"The Deer-killer promised to marry me," replied Wenona. "He said that when he returned from his hunt I should be his wife. But I know well why he has disgraced me; you have tried to make him love you, and now he is waiting to take you to his lodge. He is not a great warrior, or he would have kept his word."
"Wenona!" said Wanska, interrupting her, "you have not minded the advice of your grandmother. She told you never to trust the promises of the bravest warriors. You should not have believed his words, until he took you to his wigwam. But do not be afraid that I will marry the Deer-killer. There was never but one woman among the Dahcotahs who did not marry, and I am going to be the second."
"You had better hush, Wanska," said the Bright Star. "You know she had her nose cut off because she refused to be a wife, and somebody may cut yours off too. It is better to be the mother of warriors than to have every one laughing at you."
"Enah! then I will be married, rather than have my nose cut off, but I will not be the Deer-killer's wife. So Wenona may stop crying."
"He says he will never marry me," said Wenona; "and it will do me no good for you to refuse to be his wife. But you are a liar, like him; for you know you love him. I am going far away, and the man who has broken his faith to the maiden who trusted him, will never be a good husband."
"If I were Wenona, and you married the Deer-killer," said the Bright Star to Wanska, "you should not live long after it. She is a coward or she would not let you laugh at her as you did. I believe she has no heart since the Virgin's feast; sometimes she laughs so loud that we can hear her from our teepee, and then she bends her head and weeps. When her mother places food before her she says, 'Will he bring the meat of the young deer for me to dress for him, and will my lodge be ever full of food, that I may offer it to the hungry and weary stranger who stops to rest himself?' If I were in her place, Wanska," added the Bright Star, "I would try and be a medicine woman, and I would throw a spell upon the Deer-killer, and upon you too, if you married him."
"The Deer-killer is coming," said another of the girls. "He has been watching us; and now that he sees Wenona has gone away, he is coming to talk to Wanska. He wears many eagle feathers: Wenona may well weep that she cannot be his wife, for there is not a warrior in the village who steps so proudly as he."

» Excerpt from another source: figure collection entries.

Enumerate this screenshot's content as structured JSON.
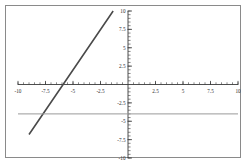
{
  "chart_data": {
    "type": "line",
    "title": "",
    "xlabel": "",
    "ylabel": "",
    "xlim": [
      -10,
      10
    ],
    "ylim": [
      -10,
      10
    ],
    "grid": false,
    "legend": "none",
    "axes": {
      "x_tick_labels": [
        "-10",
        "-7.5",
        "-5",
        "-2.5",
        "2.5",
        "5",
        "7.5",
        "10"
      ],
      "x_tick_values": [
        -10,
        -7.5,
        -5,
        -2.5,
        2.5,
        5,
        7.5,
        10
      ],
      "y_tick_labels": [
        "10",
        "7.5",
        "5",
        "2.5",
        "-2.5",
        "-5",
        "-7.5",
        "-10"
      ],
      "y_tick_values": [
        10,
        7.5,
        5,
        2.5,
        -2.5,
        -5,
        -7.5,
        -10
      ],
      "minor_tick_step": 0.5,
      "axis_color": "#3a3a3a"
    },
    "series": [
      {
        "name": "sloped-line",
        "type": "line",
        "color": "#4a4a4a",
        "width": 1.6,
        "slope": 2.2,
        "intercept": 13.0,
        "x_intercept": -5.9,
        "points": [
          {
            "x": -9.0,
            "y": -6.8
          },
          {
            "x": -5.9,
            "y": 0
          },
          {
            "x": -1.35,
            "y": 10
          }
        ]
      },
      {
        "name": "horizontal-line",
        "type": "line",
        "color": "#9a9a9a",
        "width": 1.0,
        "slope": 0,
        "intercept": -4.0,
        "points": [
          {
            "x": -10,
            "y": -4.0
          },
          {
            "x": 10,
            "y": -4.0
          }
        ]
      }
    ]
  },
  "figure": {
    "border_color": "#8a8a8a",
    "background": "#ffffff"
  }
}
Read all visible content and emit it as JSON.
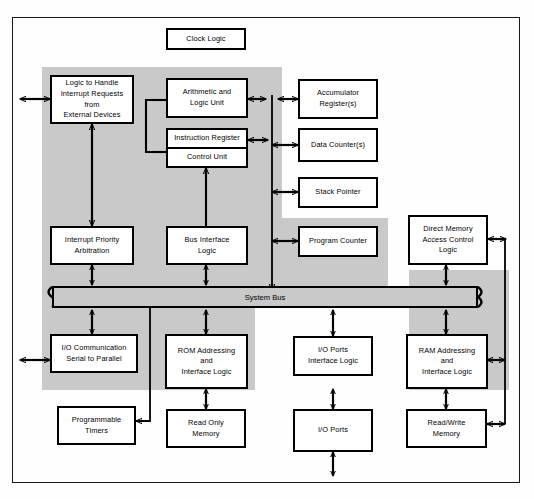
{
  "diagram": {
    "accent_color": "#c9c9c9",
    "line_color": "#000000",
    "background_color": "#ffffff"
  },
  "blocks": {
    "clock_logic": "Clock Logic",
    "interrupt_logic_l1": "Logic to Handle",
    "interrupt_logic_l2": "Interrupt Requests",
    "interrupt_logic_l3": "from",
    "interrupt_logic_l4": "External Devices",
    "alu_l1": "Arithmetic and",
    "alu_l2": "Logic Unit",
    "instruction_register": "Instruction Register",
    "control_unit": "Control Unit",
    "accumulator_l1": "Accumulator",
    "accumulator_l2": "Register(s)",
    "data_counters": "Data Counter(s)",
    "stack_pointer": "Stack Pointer",
    "interrupt_priority_l1": "Interrupt Priority",
    "interrupt_priority_l2": "Arbitration",
    "bus_interface_l1": "Bus Interface",
    "bus_interface_l2": "Logic",
    "program_counter": "Program Counter",
    "dma_l1": "Direct Memory",
    "dma_l2": "Access Control",
    "dma_l3": "Logic",
    "system_bus": "System Bus",
    "io_comm_l1": "I/O Communication",
    "io_comm_l2": "Serial to Parallel",
    "rom_addressing_l1": "ROM Addressing",
    "rom_addressing_l2": "and",
    "rom_addressing_l3": "Interface Logic",
    "io_ports_if_l1": "I/O Ports",
    "io_ports_if_l2": "Interface Logic",
    "ram_addressing_l1": "RAM Addressing",
    "ram_addressing_l2": "and",
    "ram_addressing_l3": "Interface Logic",
    "programmable_timers_l1": "Programmable",
    "programmable_timers_l2": "Timers",
    "read_only_memory_l1": "Read Only",
    "read_only_memory_l2": "Memory",
    "io_ports": "I/O Ports",
    "read_write_memory_l1": "Read/Write",
    "read_write_memory_l2": "Memory"
  }
}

But he advanced and passed them indifferently. By and by they separated, when he followed Wanska to her father's teepee.
Her mother and father had gone to dispose of game in exchange for bread and flour, and the Deer-killer seated himself uninvited on the floor of the lodge.
"The teepee of the warrior is lonely when he returns from hunting," said he to the maiden. "Wanska must come to the lodge of the Deer-killer. She shall ever have the tender flesh of the deer and buffalo to refresh her, and no other wife shall be there to make her unhappy."